We chose a different strategy: Focusing on creating the best possible environment to build big outcomes, and forgetting about the “cents on the dollar” we could get back in poorer-performing companies if we had negotiated preferred terms. We traded downside protection for upside enhancement.

Across our first two funds of $57 million and $100 million, Pillar has invested in 45 companies.  For the rounds we led, we let the founders choose whether they want us to buy common or preferred stock. We bought common stock in 11 companies. Petri Bio (Pillar’s biotech accelerator) has invested in 11 companies, and holds common stock in all of them. All told, we hold common stock in 22 of 56 companies, 38% of the total.

Successes of the common stock approach

Deeper trust was our goal when we first thought of buying common stock. It wasn’t about winning the incremental deal or somehow “out-marketing” our competitors. It was a desire to be good and to be aligned. After five years, we are convinced that buying common stock has helped founders see that we are on their side, which has resulted in deeper trust and better, faster decision-making.

Still, we recognize that deeper trust might not be a convincing enough benefit for some investors. Perhaps this fact can serve instead: Pillar’s most valuable investments are deals our team did as common stock.

We’ve made numerous investments where either the founders were not interested in VC if it came with the usual “trimmings,” or they chose Pillar, regardless of structure, because our willingness to buy common stock demonstrated that we “walked the talk” on alignment.

Learning from common stock investments

As with any experiment, we have learned a few things that have surprised us and faced challenges we’ve had to overcome.

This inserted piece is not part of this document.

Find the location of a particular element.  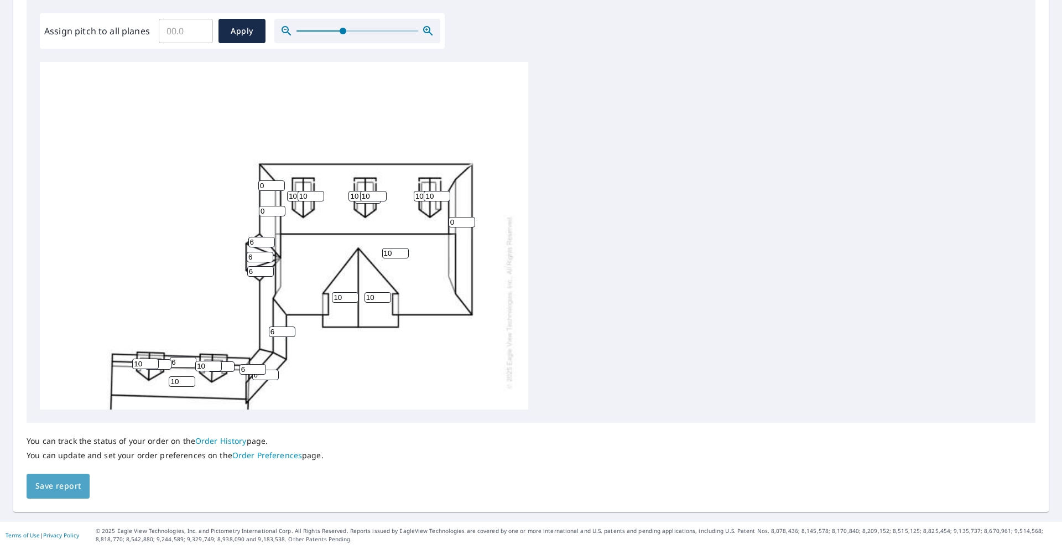

input: 00.0 is located at coordinates (186, 31).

First, we’ve been surprised that some founders choose to have us buy preferred stock instead of common. This happened a few times in our first two years. Why? Because these founders were talked out of it by other investors (who they wanted to include in the syndicate) or, ironically, by their own legal counsel.

Why would company counsel advise founders to take the “standard deal”” rather than something that would clearly be better? Mostly because they have no experience with it and fear the unknown. For example, the very quick answer you’ll get from counsel is that having investors buy common stock will screw up the pricing of their employee stock option plan. If they merely invested a few minutes to understand, they would realize it does not. 409A valuation firms know how to handle option pricing in these situations and it is still a significant discount to what investors paid. We have done this many times with no issue.

Another more subtle topic is voting thresholds. As a company matures and new investors are added, investors will often negotiate the voting threshold required to approve important corporation actions. This typically is discussed as “2 out of 3” or “3 out of 5” investors, but is documented as a carefully calculated percentage. For example, 64% can be the number of investor shares required to approve a new financing.

Should our common “investor” shares be included in this calculation? This is not an issue between us and the company — the company typically wants us to be included because they know we are the ones most likely to be aligned with them. But sometimes new investors prefer to have more control over these decisions. When it comes to voting thresholds, we work with founders and follow-on investors to craft a structure that makes sense and is founder-aligned in the follow-on round.

Finally, while we’ve been prepared to trade downside protection for upside enhancement, we’ve yet to see the downside materialize in a way where our investment in preferred stock would have been better than an investment in common stock. That time may come, but so far, buying common stock has only had upside for us.